Burundi prison fire kills at least 38 in Gitega
- Published
At least 38 people have died and scores more have been injured in a fire which tore through a prison in Burundi.
Vice-President Prosper Bazombanza told reporters the blaze hit an overcrowded facility in the capital Gitega, with at least 69 people seriously injured.
Images circulating online show a building engulfed in flames and piles of bodies, said to be of inmates in the jail.
"It is really catastrophic," one inmate told the BBC over the phone.
"I'd say almost 90% of sleeping halls are burnt."

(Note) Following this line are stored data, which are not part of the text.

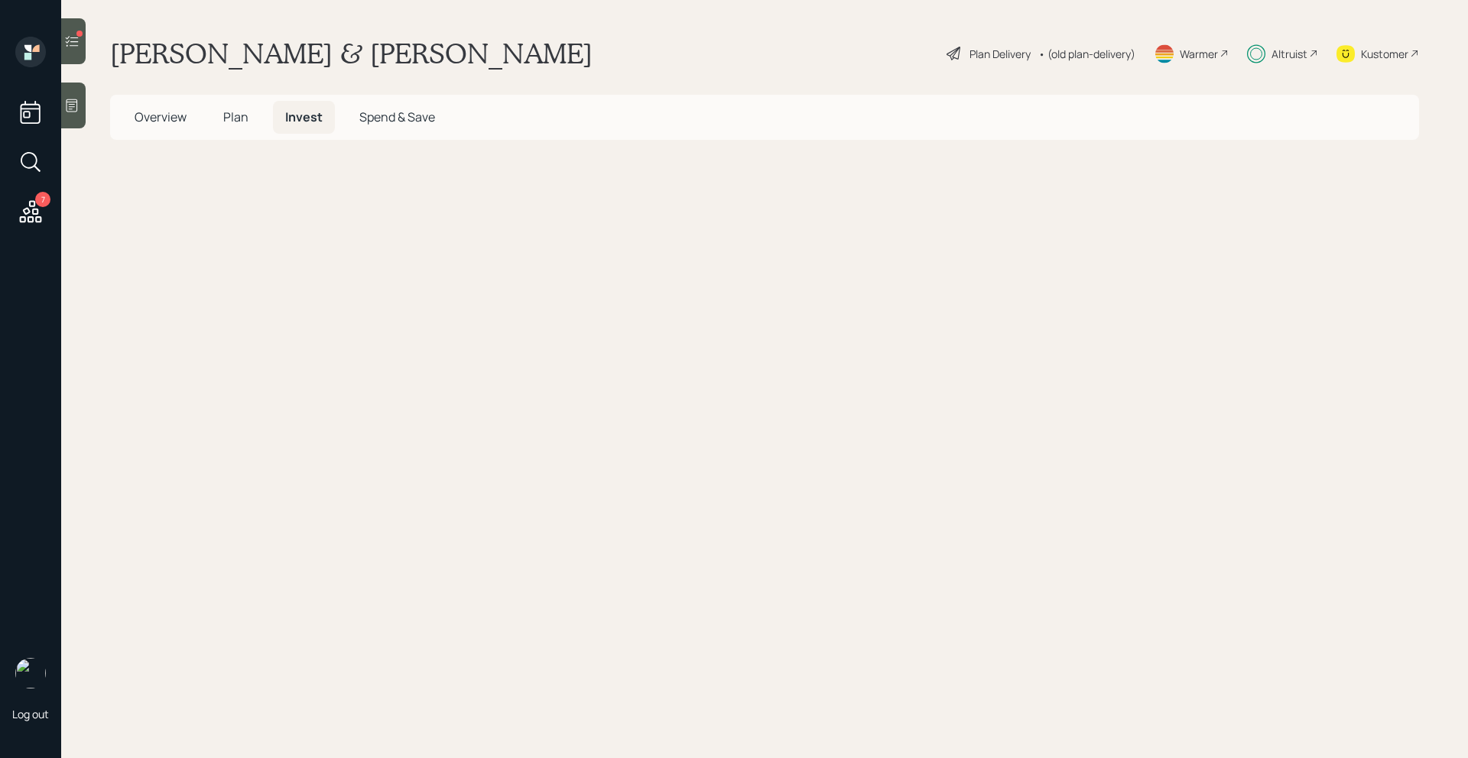 The width and height of the screenshot is (1468, 758). Describe the element at coordinates (161, 117) in the screenshot. I see `span: Overview` at that location.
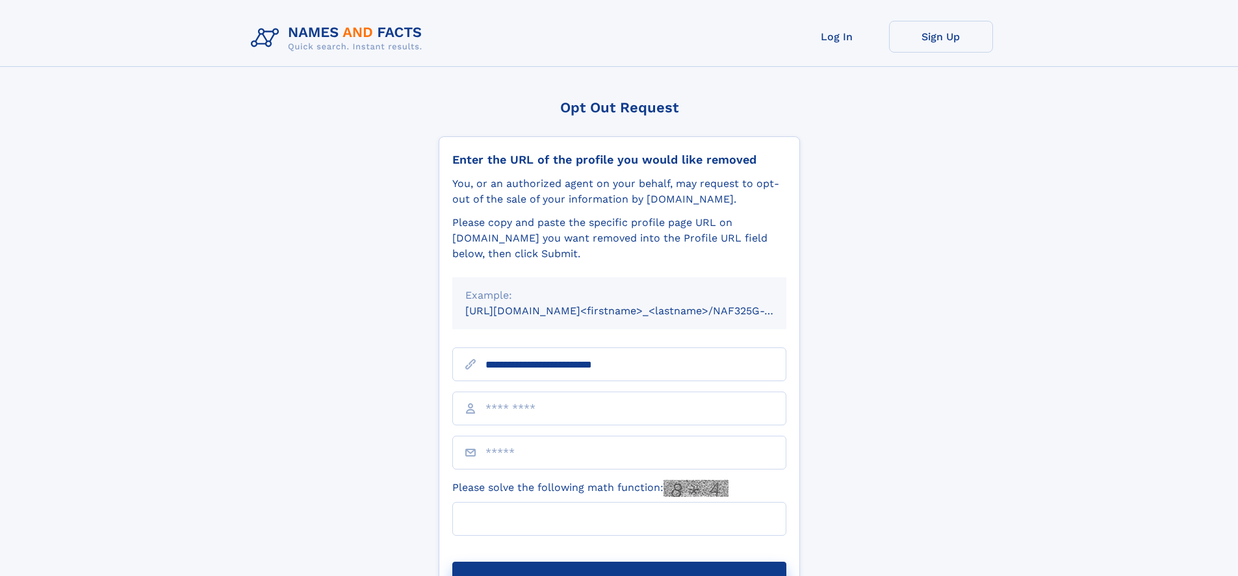 Image resolution: width=1238 pixels, height=576 pixels. Describe the element at coordinates (619, 160) in the screenshot. I see `div: Enter the URL of the profile you would like removed` at that location.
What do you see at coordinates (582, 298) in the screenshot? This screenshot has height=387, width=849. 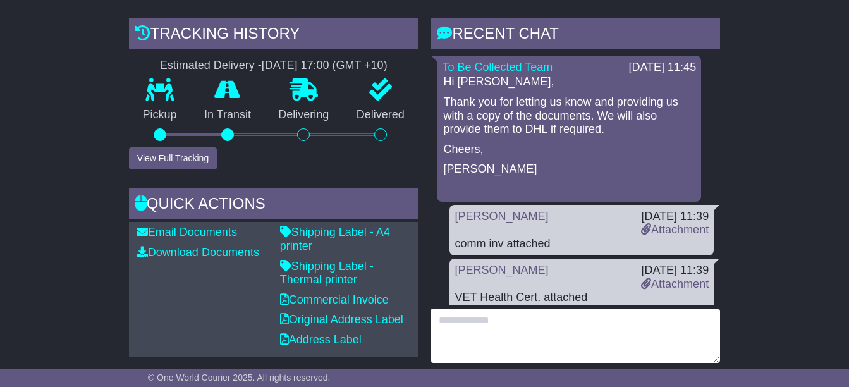 I see `div: VET Health Cert. attached` at bounding box center [582, 298].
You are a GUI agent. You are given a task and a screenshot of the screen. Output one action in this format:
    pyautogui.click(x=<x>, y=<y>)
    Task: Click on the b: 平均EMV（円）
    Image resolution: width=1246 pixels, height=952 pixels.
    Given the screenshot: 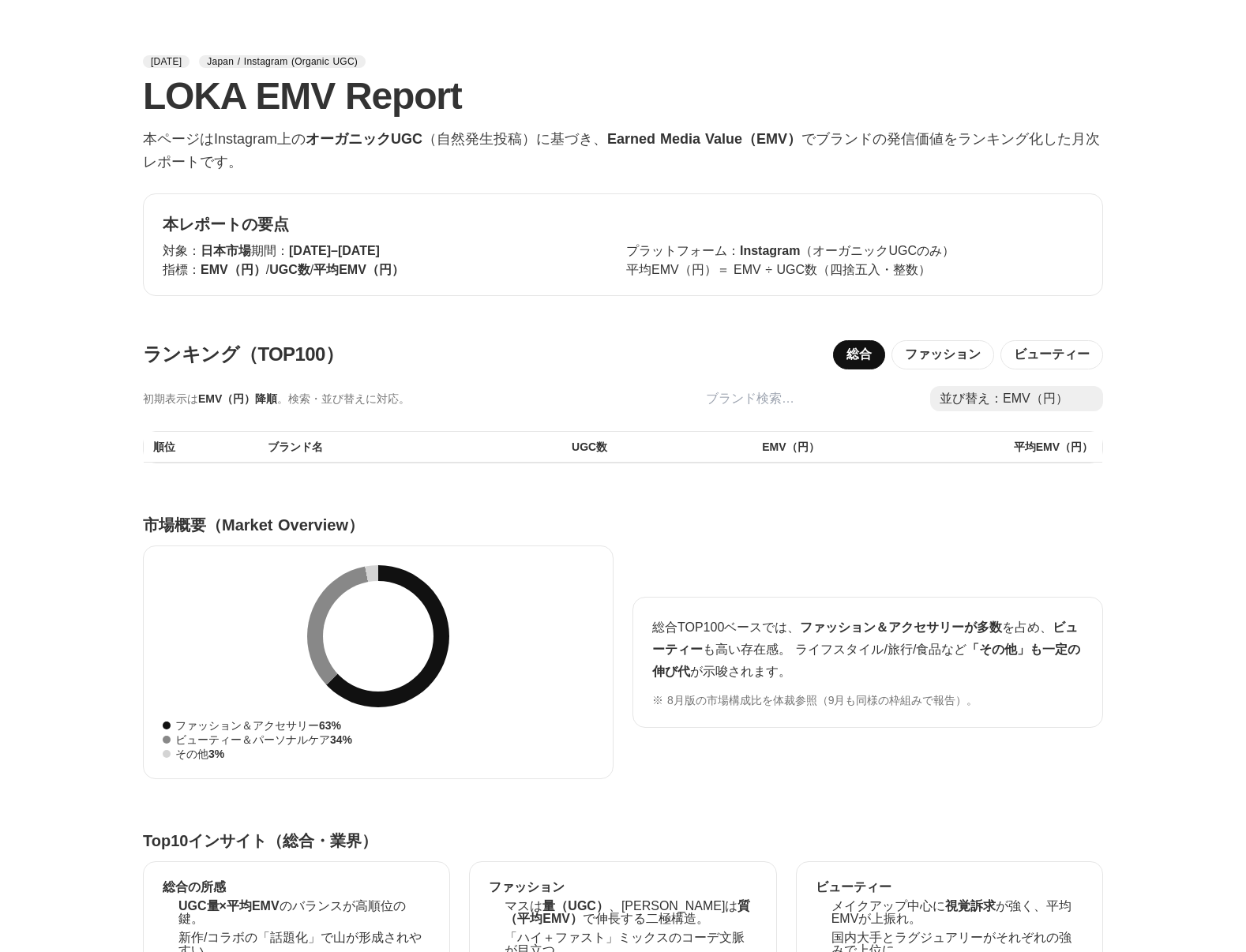 What is the action you would take?
    pyautogui.click(x=358, y=270)
    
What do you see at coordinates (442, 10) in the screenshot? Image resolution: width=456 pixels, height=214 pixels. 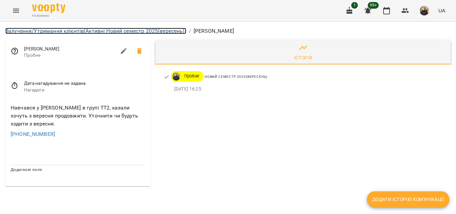 I see `button: UA` at bounding box center [442, 10].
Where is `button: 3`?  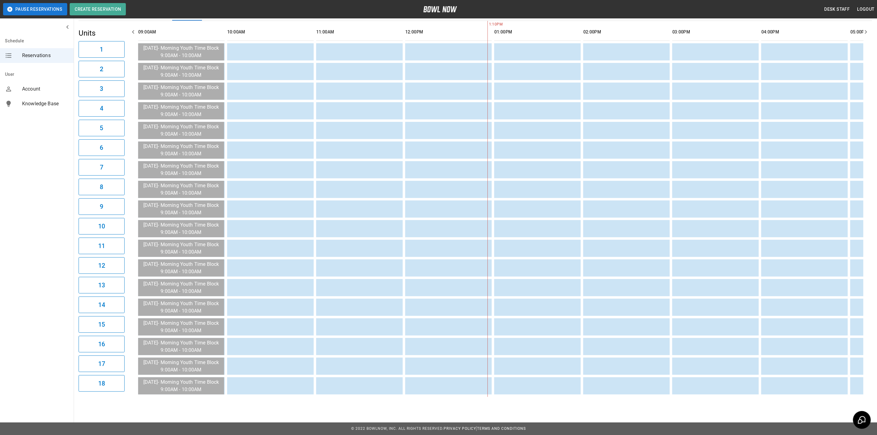 button: 3 is located at coordinates (102, 89).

A journalist outside the prison told the BBC that nurses from Gitega hospital have entered the prison to help the victims, saying they are taking out the dead and wounded.
The blaze started at around 04:00 local time (02:00 GMT).
"We started shouting that we were going to be burned alive when we saw the flames rising very high, but the police refused to open the doors of our quarters, saying 'these are the orders we have received'," one inmate told AFP news agency over the phone.
"I don't know how I escaped, but there are prisoners who were burned completely," he added.
Witnesses told AFP the fire has now been brought under control.
With capacity for 400 prisoners, Gitega prison held 1,539 inmates as of last month, according to the Christian Association Against Torture (ACAT-Burundi).
A tweet posted by Burundi's interior ministry said a short circuit was to blame for the fire.
In August, another fire broke out at the same prison, which authorities also blamed on electrical problems. That blaze caused no casualties.